When I told my friends that I had to review a documentary about sushi for the Maroon, I got nothing but coughs and shifty eyes in response. I couldn’t blame them for their lack of interest—food porn is great when it’s on your computer screen while you wait for your delivery to come, or when the Food Network is having a marathon of No Reservations. But an hour and a half about a man making sushi? We were, to say the least, wary.
Yet with promises to stop at Belmont’s La Creperie beforehand, my friends and I found ourselves on the Red Line towards the Century Centre Theater—the only place in town screening David Gelb’s Jiro Dreams of Sushi.
The documentary offers a straightforward premise, and sticks to it: Jiro Ono has been making sushi for 70 years, and by now he’s nearly perfected the practice as an art. Jiro’s Tokyo restaurant, Sukiyabashi Jiro, is one of the few restaurants in the world that boasts the ultimate culinary rating of three Michelin stars. Meals start at 30,000 yen (almost $400, according to Google’s current conversion) depending on the available fish, and must be reserved months in advance. The restaurant is comprised of 10 seats at a bar, behind which Jiro serves his customers directly. There aren’t maki rolls at Sukiyabashi Jiro; instead meals consists of 20 pieces of sushi, each a different type of sea creature, all made one at a time. One of the documentary’s simplest pleasures is derived from seeing the stoic Jiro stare intently at his customers as they eat, seemingly oblivious to their discomfort. I guess once you’ve been declared a Living National Treasure by your country for outstanding culinary contributions, you can get away with that type of thing.
Gelb’s approach behind the camera matches the titular chef’s efficiency and consistency, to less desirable effects. There are only so many times he can tightly frame Jiro’s hands as they wed fish and rice before it begins to get tedious. Similarly, we hear that Jiro’s methods behind the counter, coupled with the flavorings of the cuisine he produces, create together a sort of “edible symphony.” This comparison is made too often, and too heavy-handedly, I’d argue—I can recount at least three separate scenes where someone dropped the metaphor while the sounds of Bach or Mozart blared in the background.
Sushi is the star of this movie, undoubtedly, but that alone doesn’t warrant the film’s derivative nature. Rather, it’s Gelb’s refusal to take his camera past the walls of Jiro’s kitchen (or any place which might make the Japanese legend a little uncomfortable). For instance, the movie highlights the lives of Jiro’s high-achieving sons. The eldest, Yoshikazu, age 50, is still working under his father, waiting patiently for the day when Sukiyabashi Jiro becomes his. We hear that Jiro dissuaded him from attending college in favor of taking over the family business. We never hear of a wife, nor of any romantic inclinations. When asked if he’s sad about having to spend so much of his life working under his father, Yoshikazu responds simply that as the eldest, it’s what’s expected of him. He never responds to the idea posed by several other people we meet in the film that to even match the respect Jiro has garnered, Yoshikazu will have to make sushi at least twice as well.
Later in the film we find out that it was Yoshikazu, not Jiro, who served the Michelin Board during all its visits, and that ultimately he is responsible for Sukiyabashi Jiro’s three stars. It’s a subtle placation for the Americans like me who find hard to swallow the traditional Japanese mores we see at play here. If Yoshikazu isn’t to question his fate, why should I? Similarly, Jiro speaks at length about his perceptions of time and work. It takes at least 10 years for any of his apprentices to even be allowed to cook an egg in his restaurant, and after 70 years of crafting sushi, he believes he still hasn’t reached perfection. Work requires total commitment and the total self, offers Jiro. Kicked out of his house at the age of nine with a warning from his parents not to return, it’s easy to see the circumstances that crafted these beliefs. A few of his other notions might be a little more off-putting for some viewers, such as his habit of making pieces of sushi smaller for women than for men in accordance with their “smaller appetites.”
Caution also to those who get squeamish in manners regarding the killing of animals; at least a quarter of the film is spent in Japanese fish markets, replete with giant dead tuna and squirming shrimp. I myself felt a little uncomfortable watching a man pry a live octopus off his hand and into a dry plastic bag. But there’s just as much art in the preparation of sushi as in the result, and Gelb dedicates plenty of screen time to Jiro and company’s precise slicing and dicing. Placation comes in the form of a brief interlude about the dangers of overfishing, but somehow it’s less effective following a scene wherein a man picks through dozens of toddler-sized tuna before writing them all off as not worth his money.
Ultimately, Jiro Dreams of Sushi is, if unquestioned, a beautifully-shot documentary which celebrates the dual art of food and dedication. It’s a savory window into the life of a man who is from a time and place entirely alien to the average American; a man who has dedicated himself to his craft, and by everyone’s standards but his own, has perfected it.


● **Instructions for the task**: In the data below, how many lines include the string "span"? Give only the number.

[Stored data entries]
···

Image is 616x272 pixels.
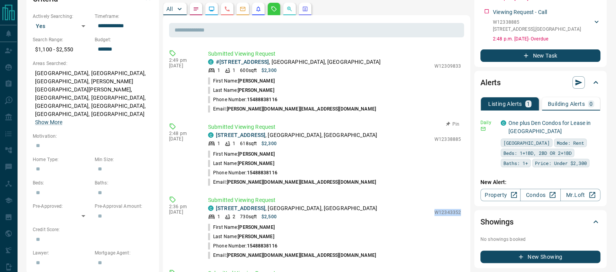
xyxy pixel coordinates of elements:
p: Email: [208,106,376,113]
p: Listing Alerts [488,101,522,107]
p: [STREET_ADDRESS] , [GEOGRAPHIC_DATA] [493,26,581,33]
p: W12309833 [434,63,461,70]
p: First Name: [208,78,275,85]
p: 1 [217,140,220,147]
p: Motivation: [33,133,153,140]
p: Home Type: [33,156,91,163]
p: $2,300 [261,140,277,147]
svg: Requests [271,6,277,12]
a: [STREET_ADDRESS] [216,205,265,212]
span: Price: Under $2,300 [535,159,587,167]
p: [GEOGRAPHIC_DATA], [GEOGRAPHIC_DATA], [GEOGRAPHIC_DATA], [PERSON_NAME][GEOGRAPHIC_DATA][PERSON_NA... [33,67,153,129]
button: Pin [441,121,464,128]
span: [PERSON_NAME][DOMAIN_NAME][EMAIL_ADDRESS][DOMAIN_NAME] [227,106,376,112]
p: First Name: [208,151,275,158]
p: Last Name: [208,87,274,94]
span: [PERSON_NAME][DOMAIN_NAME][EMAIL_ADDRESS][DOMAIN_NAME] [227,253,376,258]
p: Beds: [33,180,91,187]
p: [DATE] [169,210,196,215]
span: [PERSON_NAME][DOMAIN_NAME][EMAIL_ADDRESS][DOMAIN_NAME] [227,180,376,185]
p: No showings booked [480,236,600,243]
div: Alerts [480,73,600,92]
p: Phone Number: [208,243,277,250]
button: New Task [480,49,600,62]
h2: Alerts [480,76,501,89]
p: Lawyer: [33,250,91,257]
p: Phone Number: [208,96,277,103]
p: Submitted Viewing Request [208,196,461,205]
div: condos.ca [501,120,506,126]
span: [PERSON_NAME] [238,161,274,166]
h2: Showings [480,216,514,228]
p: Mortgage Agent: [95,250,153,257]
span: Beds: 1+1BD, 2BD OR 2+1BD [503,149,572,157]
button: Show More [35,118,62,127]
p: $2,300 [261,67,277,74]
p: [DATE] [169,136,196,142]
p: First Name: [208,224,275,231]
p: Last Name: [208,233,274,240]
svg: Opportunities [286,6,293,12]
p: 1 [527,101,530,107]
a: Property [480,189,521,201]
svg: Emails [240,6,246,12]
div: condos.ca [208,59,214,65]
p: W12338885 [493,19,581,26]
div: condos.ca [208,206,214,211]
p: New Alert: [480,178,600,187]
div: W12338885[STREET_ADDRESS],[GEOGRAPHIC_DATA] [493,17,600,34]
div: Showings [480,213,600,231]
svg: Lead Browsing Activity [208,6,215,12]
p: Areas Searched: [33,60,153,67]
a: One plus Den Condos for Lease in [GEOGRAPHIC_DATA] [508,120,591,134]
p: Email: [208,179,376,186]
p: Credit Score: [33,226,153,233]
p: Phone Number: [208,169,277,176]
p: $2,500 [261,214,277,221]
div: condos.ca [208,132,214,138]
p: Building Alerts [548,101,585,107]
svg: Agent Actions [302,6,308,12]
p: Timeframe: [95,13,153,20]
p: Submitted Viewing Request [208,50,461,58]
p: $1,100 - $2,550 [33,43,91,56]
span: 15488838116 [247,170,277,176]
p: 2 [233,214,235,221]
p: Search Range: [33,36,91,43]
p: 730 sqft [240,214,257,221]
p: , [GEOGRAPHIC_DATA], [GEOGRAPHIC_DATA] [216,205,377,213]
p: Submitted Viewing Request [208,123,461,131]
p: 2:48 p.m. [DATE] - Overdue [493,35,600,42]
a: Condos [520,189,560,201]
svg: Listing Alerts [255,6,261,12]
p: 0 [589,101,593,107]
p: Pre-Approval Amount: [95,203,153,210]
p: Last Name: [208,160,274,167]
p: [DATE] [169,63,196,69]
div: Yes [33,20,91,32]
p: , [GEOGRAPHIC_DATA], [GEOGRAPHIC_DATA] [216,131,377,139]
p: 600 sqft [240,67,257,74]
span: Mode: Rent [557,139,584,147]
p: 2:48 pm [169,131,196,136]
p: Baths: [95,180,153,187]
p: 1 [233,140,235,147]
p: 2:49 pm [169,58,196,63]
p: Pre-Approved: [33,203,91,210]
p: Actively Searching: [33,13,91,20]
span: [PERSON_NAME] [238,78,274,84]
p: Daily [480,119,496,126]
p: , [GEOGRAPHIC_DATA], [GEOGRAPHIC_DATA] [216,58,381,66]
span: 15488838116 [247,244,277,249]
span: [PERSON_NAME] [238,152,274,157]
p: 1 [217,214,220,221]
p: W12338885 [434,136,461,143]
svg: Notes [193,6,199,12]
a: Mr.Loft [560,189,600,201]
p: 1 [233,67,235,74]
p: Email: [208,252,376,259]
a: [STREET_ADDRESS] [216,132,265,138]
p: W12343352 [434,209,461,216]
p: Budget: [95,36,153,43]
p: 1 [217,67,220,74]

···

● **Solution to the exercise**: 11